Amerika

Furthest Right

Moderation

Stone-cutters fighting time with marble, you fore-defeated
Challengers of oblivion
Eat cynical earnings, knowing rock splits, records fall down,
The square-limbed Roman letters
Scale in the thaws, wear in the rain. The poet as well
Builds his monument mockingly:
For man will be blotted out, the blithe earth dies, the brave sun
Die blind, his heart blackening:
Yet stones have stood for a thousand years, and pained thoughts found
The honey peace in old poems.
– “To The Stone-Cutters,” by Robinson Jeffers

The modern human is infatuated with himself. Everything about the modern world is crafted to satisfy the mob, which consists of needy individuals.

Our most advanced pharmaceuticals are designed to make us less depressed. Our technology alleviates the horrors of ever leaving our own home. Our politicians spend their time telling us about these elusive vagaries called human rights. And our best communications are designed to feed us cheap violence, cheap sex, and feel-good propaganda like Oprah or Dr. Phil.

Liberals champion this worldview by pushing human rights, equality, self-esteem, and that happiness to which we are all so entitled. The wheels of democratic government are greased by the needs of people, and politicians feed their families by bloating the self-esteems of the people who least deserve it. Yet, this same heir of self-importance appears on the right, as well. Neo-nazis and nationalists are usually scowling or brooding, or in short, taking themselves too seriously.

The traditional antidote to this hubris was religion. Say what you will about religion; at the very least it taught us that humans are not the end or purpose of existence. With God above, humans occupy a middle ground. This comes out clearest in the Christian concept of stewardship. We are not the most important beings, but we are guardians of nature and thus given ability and dominion over it. It is, according to the classical Christian, our duty to take care of and preserve what is natural.

What is truly odd about moderns is that all of the modern ideologies confirm that we, in fact, are not all that important. Evolution shows us that we are merely one more step in the infinite staircase. We are one more species without souls. Astronomy has shown us that our galaxy is one of an infinite many. Even our explorers showed us that our God is not the only god that humans worship, and our system of values, one of many. Some of the most honest men of the last two centuries have concluded from all of this that we are but poor monkeys, and nothing more.

Some people are okay with this newfound monkey status. Many are completely content to live their lives indulging in animal pleasures. No decent government or philosophy would deny them this. The problem arises when these particular humans start taking themselves too seriously?that is, when they start interrupting the stone-cutters and poets, who have dreams and ambitions above food and sex.

Moderation is one of those virtues that one can work a life-time at mastering and never get it right. Moderation does not mean that we relegate all of humanity to the level of monkeys, nor does it mean that we are all gods. Moderation means calling a monkey a monkey and calling that divine spark, rare as it is in humans, divine. It also means allowing for that in-between ground, in which most people naturally fall. Modern society, on the other hand, encourages us all to act like monkeys and consider ourselves gods, while humans (poets and stone-cutters included) are almost nowhere to be found.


*ASSIGNMENT*. Transcribe every entry that follows exactly, omitting all pictures.

*DATA FOR THIS EXERCISE*.
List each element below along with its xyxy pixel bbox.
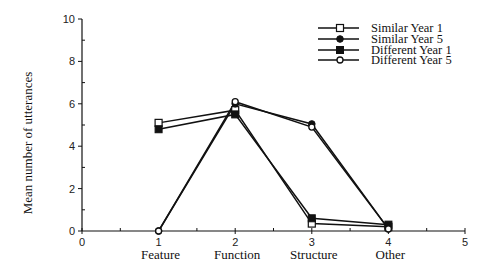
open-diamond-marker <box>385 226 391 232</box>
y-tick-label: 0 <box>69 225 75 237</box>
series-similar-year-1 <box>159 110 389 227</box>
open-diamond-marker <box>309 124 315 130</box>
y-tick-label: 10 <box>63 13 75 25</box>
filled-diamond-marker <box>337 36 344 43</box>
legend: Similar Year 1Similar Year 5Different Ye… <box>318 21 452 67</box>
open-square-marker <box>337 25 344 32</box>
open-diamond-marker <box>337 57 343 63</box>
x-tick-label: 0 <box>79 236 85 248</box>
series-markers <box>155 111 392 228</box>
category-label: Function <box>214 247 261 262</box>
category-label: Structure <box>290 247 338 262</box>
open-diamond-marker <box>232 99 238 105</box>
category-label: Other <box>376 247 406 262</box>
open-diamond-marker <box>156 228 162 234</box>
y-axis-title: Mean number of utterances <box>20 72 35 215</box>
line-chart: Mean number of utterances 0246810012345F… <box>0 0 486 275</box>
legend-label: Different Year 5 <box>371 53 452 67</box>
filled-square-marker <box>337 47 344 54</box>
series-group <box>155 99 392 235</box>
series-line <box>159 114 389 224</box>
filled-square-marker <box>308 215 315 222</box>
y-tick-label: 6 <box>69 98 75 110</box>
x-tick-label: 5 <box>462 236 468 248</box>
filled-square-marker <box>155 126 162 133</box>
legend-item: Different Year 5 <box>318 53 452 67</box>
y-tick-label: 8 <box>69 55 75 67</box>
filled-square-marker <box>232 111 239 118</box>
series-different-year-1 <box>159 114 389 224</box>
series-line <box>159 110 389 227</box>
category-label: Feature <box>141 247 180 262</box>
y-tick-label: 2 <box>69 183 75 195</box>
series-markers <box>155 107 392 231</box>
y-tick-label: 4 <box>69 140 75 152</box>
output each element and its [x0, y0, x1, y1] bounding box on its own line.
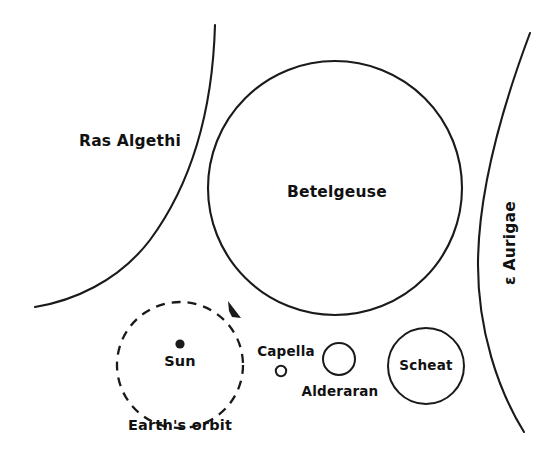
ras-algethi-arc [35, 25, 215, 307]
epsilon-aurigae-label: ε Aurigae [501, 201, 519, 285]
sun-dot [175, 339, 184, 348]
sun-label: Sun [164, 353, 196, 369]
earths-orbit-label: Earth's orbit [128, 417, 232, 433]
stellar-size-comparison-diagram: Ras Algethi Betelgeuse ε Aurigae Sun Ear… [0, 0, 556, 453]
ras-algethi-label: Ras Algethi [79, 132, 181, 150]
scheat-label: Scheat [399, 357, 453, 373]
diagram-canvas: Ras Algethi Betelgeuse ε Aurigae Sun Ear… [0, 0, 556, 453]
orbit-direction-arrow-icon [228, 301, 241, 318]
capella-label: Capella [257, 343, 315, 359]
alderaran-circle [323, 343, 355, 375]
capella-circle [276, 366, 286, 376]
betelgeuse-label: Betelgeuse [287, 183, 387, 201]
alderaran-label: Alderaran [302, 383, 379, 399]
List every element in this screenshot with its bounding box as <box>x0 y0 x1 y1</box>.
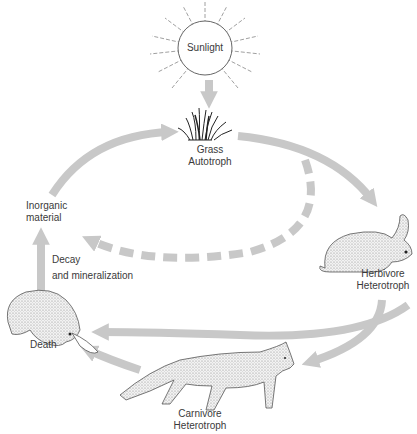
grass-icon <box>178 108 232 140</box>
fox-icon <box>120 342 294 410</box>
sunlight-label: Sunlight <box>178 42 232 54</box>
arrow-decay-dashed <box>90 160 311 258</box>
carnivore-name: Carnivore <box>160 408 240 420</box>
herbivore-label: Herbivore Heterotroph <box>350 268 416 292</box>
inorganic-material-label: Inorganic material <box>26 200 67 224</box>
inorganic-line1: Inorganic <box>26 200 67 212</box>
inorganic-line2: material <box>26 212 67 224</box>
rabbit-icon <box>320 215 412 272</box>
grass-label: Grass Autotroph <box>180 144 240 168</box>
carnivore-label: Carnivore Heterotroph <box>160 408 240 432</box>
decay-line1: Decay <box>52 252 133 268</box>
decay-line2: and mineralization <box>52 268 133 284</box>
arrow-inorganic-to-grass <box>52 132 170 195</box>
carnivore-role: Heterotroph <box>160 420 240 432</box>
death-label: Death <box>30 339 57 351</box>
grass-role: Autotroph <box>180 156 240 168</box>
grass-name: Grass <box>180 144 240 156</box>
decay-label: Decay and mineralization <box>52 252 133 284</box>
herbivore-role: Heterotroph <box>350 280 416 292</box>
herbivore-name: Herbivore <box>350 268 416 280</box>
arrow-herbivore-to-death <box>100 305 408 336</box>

*YOUR RESPONSE*.
List each element below along with its xyxy pixel bbox.
open-diamond-marker <box>385 226 391 232</box>
y-tick-label: 0 <box>69 225 75 237</box>
series-similar-year-1 <box>159 110 389 227</box>
open-diamond-marker <box>309 124 315 130</box>
y-tick-label: 10 <box>63 13 75 25</box>
filled-diamond-marker <box>337 36 344 43</box>
legend: Similar Year 1Similar Year 5Different Ye… <box>318 21 452 67</box>
open-square-marker <box>337 25 344 32</box>
open-diamond-marker <box>337 57 343 63</box>
x-tick-label: 0 <box>79 236 85 248</box>
series-markers <box>155 111 392 228</box>
category-label: Function <box>214 247 261 262</box>
category-label: Structure <box>290 247 338 262</box>
open-diamond-marker <box>232 99 238 105</box>
category-label: Other <box>376 247 406 262</box>
open-diamond-marker <box>156 228 162 234</box>
y-axis-title: Mean number of utterances <box>20 72 35 215</box>
line-chart: Mean number of utterances 0246810012345F… <box>0 0 486 275</box>
legend-label: Different Year 5 <box>371 53 452 67</box>
filled-square-marker <box>337 47 344 54</box>
series-group <box>155 99 392 235</box>
series-line <box>159 114 389 224</box>
filled-square-marker <box>308 215 315 222</box>
y-tick-label: 6 <box>69 98 75 110</box>
x-tick-label: 5 <box>462 236 468 248</box>
filled-square-marker <box>155 126 162 133</box>
legend-item: Different Year 5 <box>318 53 452 67</box>
y-tick-label: 8 <box>69 55 75 67</box>
filled-square-marker <box>232 111 239 118</box>
series-different-year-1 <box>159 114 389 224</box>
series-line <box>159 110 389 227</box>
category-label: Feature <box>141 247 180 262</box>
y-tick-label: 2 <box>69 183 75 195</box>
series-markers <box>155 107 392 231</box>
y-tick-label: 4 <box>69 140 75 152</box>
output each element and its [x0, y0, x1, y1] bounding box on its own line.
ras-algethi-arc [35, 25, 215, 307]
epsilon-aurigae-label: ε Aurigae [501, 201, 519, 285]
sun-dot [175, 339, 184, 348]
sun-label: Sun [164, 353, 196, 369]
earths-orbit-label: Earth's orbit [128, 417, 232, 433]
stellar-size-comparison-diagram: Ras Algethi Betelgeuse ε Aurigae Sun Ear… [0, 0, 556, 453]
ras-algethi-label: Ras Algethi [79, 132, 181, 150]
scheat-label: Scheat [399, 357, 453, 373]
diagram-canvas: Ras Algethi Betelgeuse ε Aurigae Sun Ear… [0, 0, 556, 453]
orbit-direction-arrow-icon [228, 301, 241, 318]
capella-label: Capella [257, 343, 315, 359]
alderaran-circle [323, 343, 355, 375]
capella-circle [276, 366, 286, 376]
betelgeuse-label: Betelgeuse [287, 183, 387, 201]
alderaran-label: Alderaran [302, 383, 379, 399]
List every element in this screenshot with its bounding box as <box>x0 y0 x1 y1</box>.
grass-icon <box>178 108 232 140</box>
fox-icon <box>120 342 294 410</box>
sunlight-label: Sunlight <box>178 42 232 54</box>
arrow-decay-dashed <box>90 160 311 258</box>
carnivore-name: Carnivore <box>160 408 240 420</box>
herbivore-label: Herbivore Heterotroph <box>350 268 416 292</box>
inorganic-material-label: Inorganic material <box>26 200 67 224</box>
inorganic-line1: Inorganic <box>26 200 67 212</box>
inorganic-line2: material <box>26 212 67 224</box>
rabbit-icon <box>320 215 412 272</box>
grass-label: Grass Autotroph <box>180 144 240 168</box>
carnivore-label: Carnivore Heterotroph <box>160 408 240 432</box>
decay-line1: Decay <box>52 252 133 268</box>
decay-line2: and mineralization <box>52 268 133 284</box>
arrow-inorganic-to-grass <box>52 132 170 195</box>
carnivore-role: Heterotroph <box>160 420 240 432</box>
death-label: Death <box>30 339 57 351</box>
grass-role: Autotroph <box>180 156 240 168</box>
grass-name: Grass <box>180 144 240 156</box>
decay-label: Decay and mineralization <box>52 252 133 284</box>
herbivore-role: Heterotroph <box>350 280 416 292</box>
herbivore-name: Herbivore <box>350 268 416 280</box>
arrow-herbivore-to-death <box>100 305 408 336</box>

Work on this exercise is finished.